A few moths ago, back in November 2015, Wilco van Bragt and I gave a presentation at E2EVC in Lisbon, Portugal. Our session was named: The XenDesktop 7.6 HA and Failover (im) possibilities, suggestions are welcome. We talked about some of the options we had (for example, Zones were not optional back then) in making our workloads highly available (Load Balancing included) using features and technologies like: StoreFront MultiSite configurations, Connection Leasing, Application groups and more. Next to that we also touched on some of the things still missing, at least according to our point of view. You can watch the full recording here.
Installing and configuring Citrix StoreFront, the web.config file!

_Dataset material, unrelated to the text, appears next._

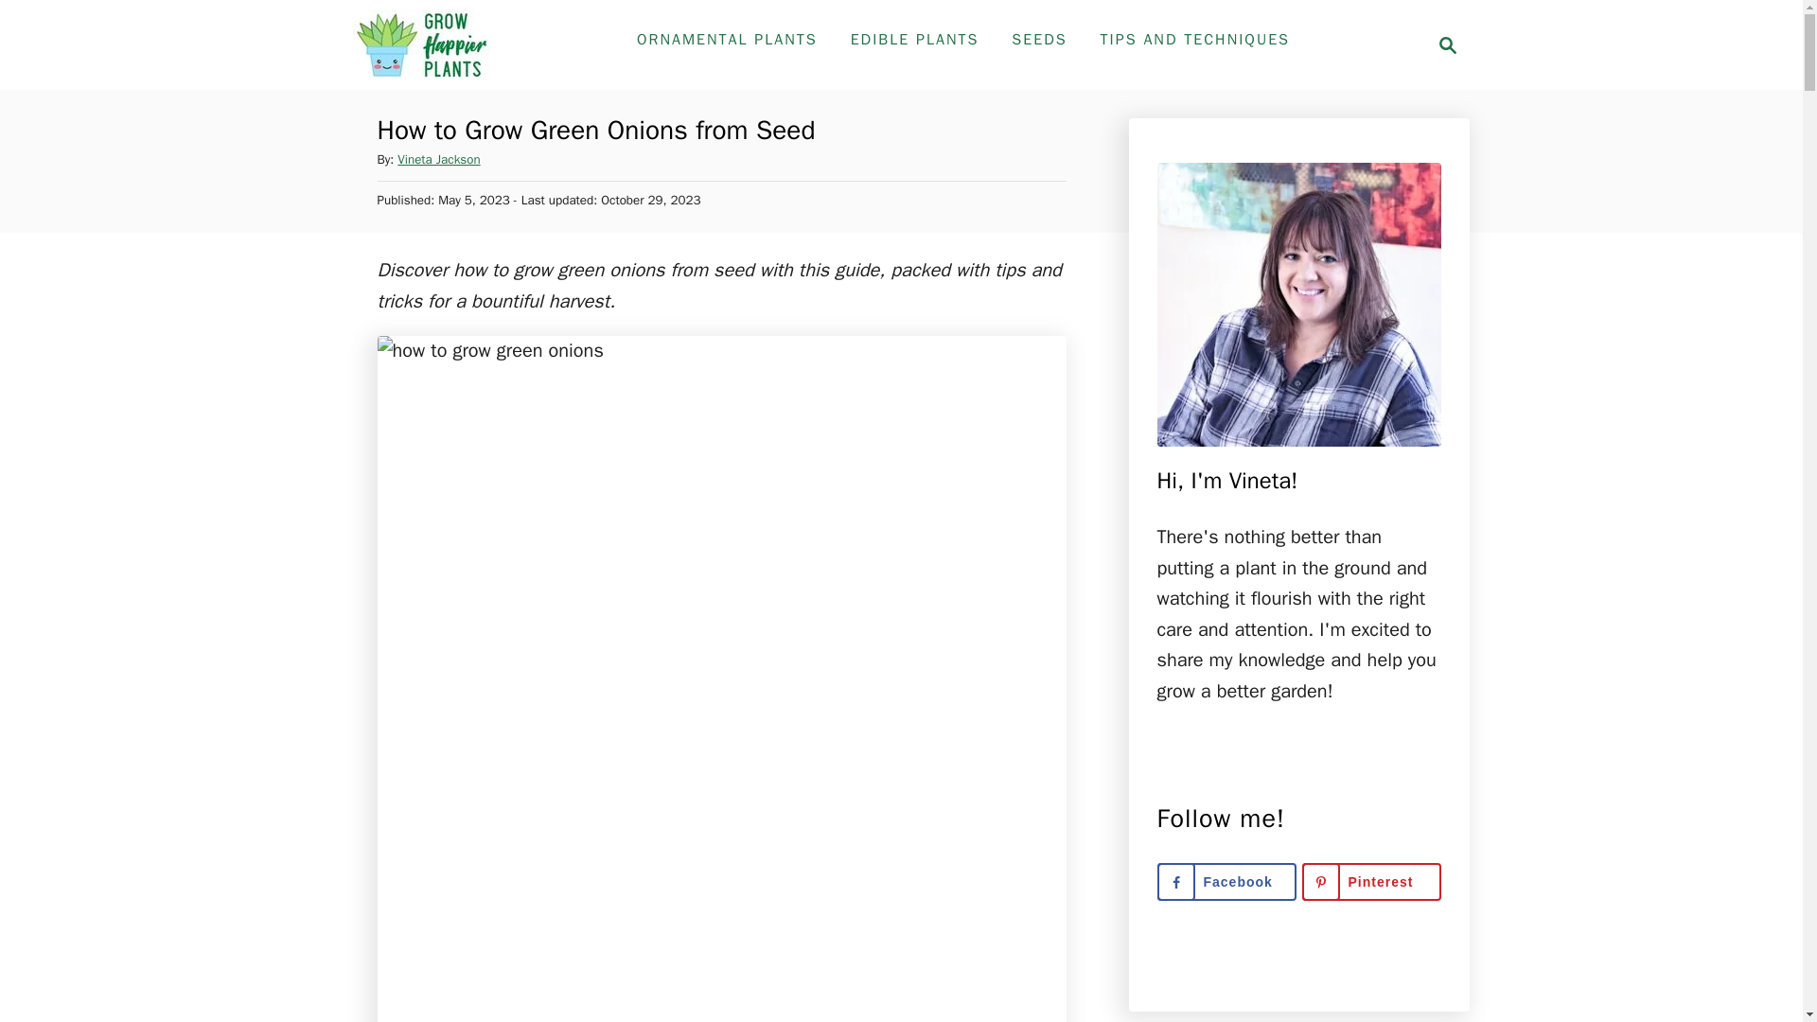 This screenshot has height=1022, width=1817. What do you see at coordinates (1224, 881) in the screenshot?
I see `Follow on Facebook` at bounding box center [1224, 881].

Not to long ago StoreFront replaced WebInterface (yes, it’s still officially supported till June 2015) and with it came a bunch of cool new and (very) useful features like Receiver for web and StoreFront multi site configurations for example, offering load balancing and HA capabilities, user mapping, application subscription synchronisation, optimal NetScaler Gateway routing and a few more. Also, we are no longer bound to an external database, this is now taken care of by the build-in Windows Extensible Storage Engine. The downside, at least for me, is that most, but not all, of these features need to be configured and or modified in the web.config file, comparable to the WebInterface.conf file we have with WebInterface.